Highlights & Insights¶
- Strong theoretical contributions: Theorem 4.1 unifies SAM, DRO, and particle diversity as different special cases under a single framework.
- Intuitive design of the DPP diversity loss: "agree on correct answers, but diversify in their ways of making mistakes."
- Clever zero-initialization design of \(w_d(0)\): ensures equivalence to standard LoRA during single-particle degradation.
- Close alignment between theory and practice: Algorithm 1 is derived directly from Corollary 4.3.
Limitations & Future Work¶
- Storage overhead scales linearly with the number of particles \(K\), making \(K > 5\) impractical for large-scale models.
- \(\sigma = 0.1\) is fixed instead of being learned, which may limit the flexibility of the posterior.
- Computing the diversity loss requires simultaneous forward passes of all particles, resulting in a training time approximately \(K\) times that of a single model.
- Validated only in LoRA fine-tuning scenarios, with other PEFT approaches like Adapter/Prompt left unexplored.
Related Work & Insights¶
- vs SA-BNN (NeurIPS23): SAM + Bayesian but with independent sampling. IBDR incorporates particle interactions on top of this, improving the average accuracy on VTAB-1K from 68.2% to 73.6% (+5.4%).
- vs SVGD: Implicitly pushes particles apart via a kernel function. IBDR explicitly models diversity in the prediction space via DPP, improving accuracy from 70.9% to 73.6%.
- vs DeepEnsemble: Simple independent training for ensembling.

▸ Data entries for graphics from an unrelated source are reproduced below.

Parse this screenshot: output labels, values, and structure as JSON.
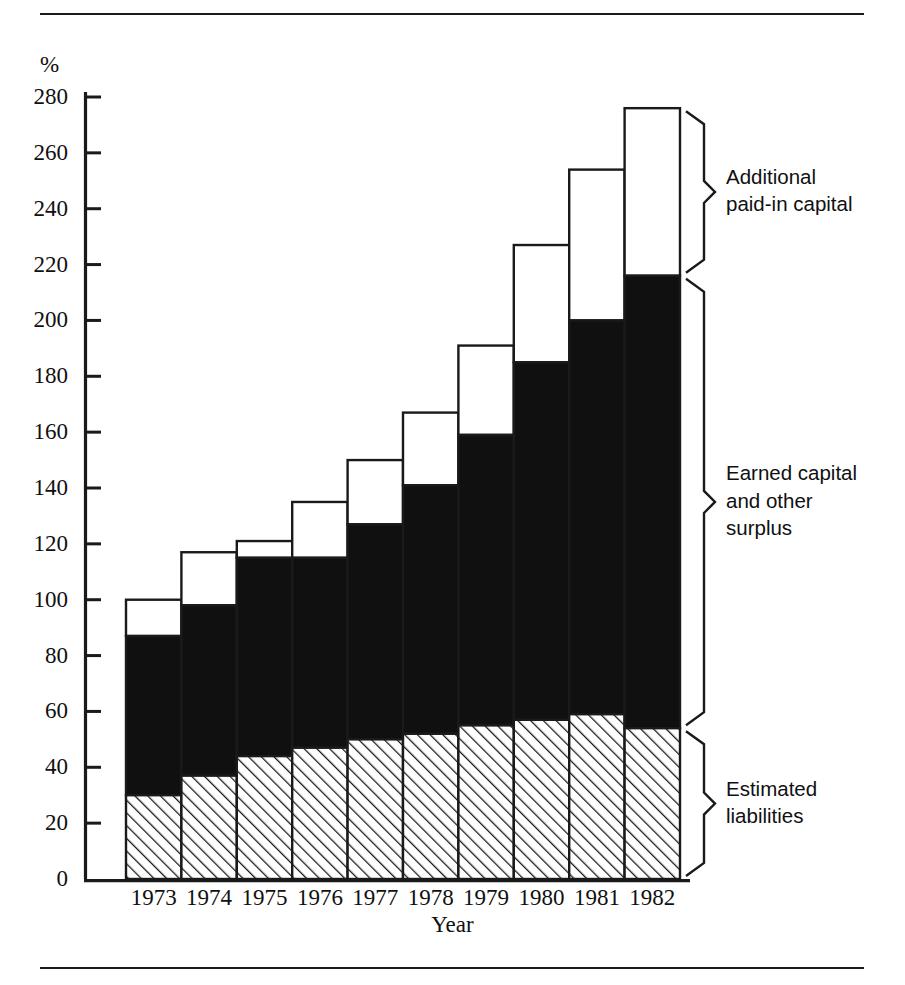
{
  "chart_data": {
    "type": "bar",
    "stacked": true,
    "title": "",
    "xlabel": "Year",
    "ylabel": "%",
    "ylim": [
      0,
      280
    ],
    "ytick_step": 20,
    "yticks": [
      0,
      20,
      40,
      60,
      80,
      100,
      120,
      140,
      160,
      180,
      200,
      220,
      240,
      260,
      280
    ],
    "categories": [
      "1973",
      "1974",
      "1975",
      "1976",
      "1977",
      "1978",
      "1979",
      "1980",
      "1981",
      "1982"
    ],
    "grid": false,
    "legend_position": "right-braces",
    "series": [
      {
        "name": "Estimated liabilities",
        "fill": "hatch-diagonal",
        "values": [
          30,
          37,
          44,
          47,
          50,
          52,
          55,
          57,
          59,
          54
        ]
      },
      {
        "name": "Earned capital and other surplus",
        "fill": "solid-black",
        "values": [
          57,
          61,
          71,
          68,
          77,
          89,
          104,
          128,
          141,
          162
        ]
      },
      {
        "name": "Additional paid-in capital",
        "fill": "white",
        "values": [
          13,
          19,
          6,
          20,
          23,
          26,
          32,
          42,
          54,
          60
        ]
      }
    ],
    "totals": [
      100,
      117,
      121,
      135,
      150,
      167,
      191,
      227,
      254,
      276
    ],
    "segment_tops": {
      "hatch_top": [
        30,
        37,
        44,
        47,
        50,
        52,
        55,
        57,
        59,
        54
      ],
      "black_top": [
        87,
        98,
        115,
        115,
        127,
        141,
        159,
        185,
        200,
        216
      ],
      "bar_top": [
        100,
        117,
        121,
        135,
        150,
        167,
        191,
        227,
        254,
        276
      ]
    }
  },
  "legend": [
    {
      "id": "additional-paid-in-capital",
      "lines": [
        "Additional",
        "paid-in capital"
      ],
      "from": 216,
      "to": 276
    },
    {
      "id": "earned-capital-and-other-surplus",
      "lines": [
        "Earned capital",
        "and other",
        "surplus"
      ],
      "from": 54,
      "to": 216
    },
    {
      "id": "estimated-liabilities",
      "lines": [
        "Estimated",
        "liabilities"
      ],
      "from": 0,
      "to": 54
    }
  ],
  "axis": {
    "y_unit": "%",
    "x_title": "Year"
  }
}
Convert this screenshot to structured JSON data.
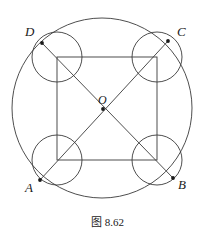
{
  "figure": {
    "caption": "图 8.62",
    "background_color": "#ffffff",
    "stroke_color": "#3a3a3a",
    "label_color": "#1a1a1a",
    "width": 215,
    "height": 239
  },
  "labels": {
    "A": "A",
    "B": "B",
    "C": "C",
    "D": "D",
    "O": "O"
  },
  "geometry": {
    "type": "euclidean-plane-figure",
    "description": "Square inscribed configuration: a large circle, an axis-aligned square whose corners carry four equal small circles, and the two diagonals meeting at centre O.",
    "big_circle": {
      "name": "circumscribed-circle",
      "cx": 102,
      "cy": 108,
      "r": 90
    },
    "square": {
      "name": "inner-square",
      "left": 57,
      "top": 57,
      "right": 157,
      "bottom": 160,
      "corners": [
        {
          "id": "square-corner-top-left",
          "x": 57,
          "y": 57
        },
        {
          "id": "square-corner-top-right",
          "x": 157,
          "y": 57
        },
        {
          "id": "square-corner-bottom-right",
          "x": 157,
          "y": 160
        },
        {
          "id": "square-corner-bottom-left",
          "x": 57,
          "y": 160
        }
      ]
    },
    "small_circles": [
      {
        "id": "small-circle-D",
        "cx": 57,
        "cy": 57,
        "r": 25
      },
      {
        "id": "small-circle-C",
        "cx": 157,
        "cy": 57,
        "r": 25
      },
      {
        "id": "small-circle-A",
        "cx": 57,
        "cy": 160,
        "r": 25
      },
      {
        "id": "small-circle-B",
        "cx": 157,
        "cy": 160,
        "r": 25
      }
    ],
    "points": [
      {
        "id": "point-A",
        "label": "A",
        "x": 40,
        "y": 180,
        "on": "big-circle"
      },
      {
        "id": "point-B",
        "label": "B",
        "x": 173,
        "y": 178,
        "on": "big-circle"
      },
      {
        "id": "point-C",
        "label": "C",
        "x": 168,
        "y": 41,
        "on": "big-circle"
      },
      {
        "id": "point-D",
        "label": "D",
        "x": 42,
        "y": 43,
        "on": "big-circle"
      },
      {
        "id": "point-O",
        "label": "O",
        "x": 103,
        "y": 109,
        "on": "diagonal-intersection"
      }
    ],
    "diagonals": [
      {
        "id": "diagonal-AC",
        "from": "point-A",
        "to": "point-C"
      },
      {
        "id": "diagonal-BD",
        "from": "point-D",
        "to": "point-B"
      }
    ]
  }
}
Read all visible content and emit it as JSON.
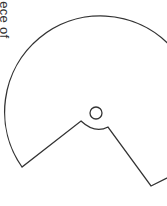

IBDR explicitly promotes diversity via the interactive loss, improving accuracy from 67.0% to 73.6%.
- Insight: Particle interaction in Bayesian inference is an overlooked dimension; the combination of DPP diversity and DRO robustness exhibits substantial potential for generalization.
Rating¶
- Novelty: ⭐⭐⭐⭐ The theoretical framework unifies SAM and DRO, and the concept of interactive Bayesian inference is highly novel.
- Experimental Thoroughness: ⭐⭐⭐⭐ Covers all 19 tasks of VTAB-1K, ECE calibration, and LLaMA commonsense reasoning.
- Writing Quality: ⭐⭐⭐⭐ Theoretical derivations are clear, though the notation is somewhat heavy.
- Value: ⭐⭐⭐⭐ Provides both theoretical and practical contributions to the field of Bayesian fine-tuning.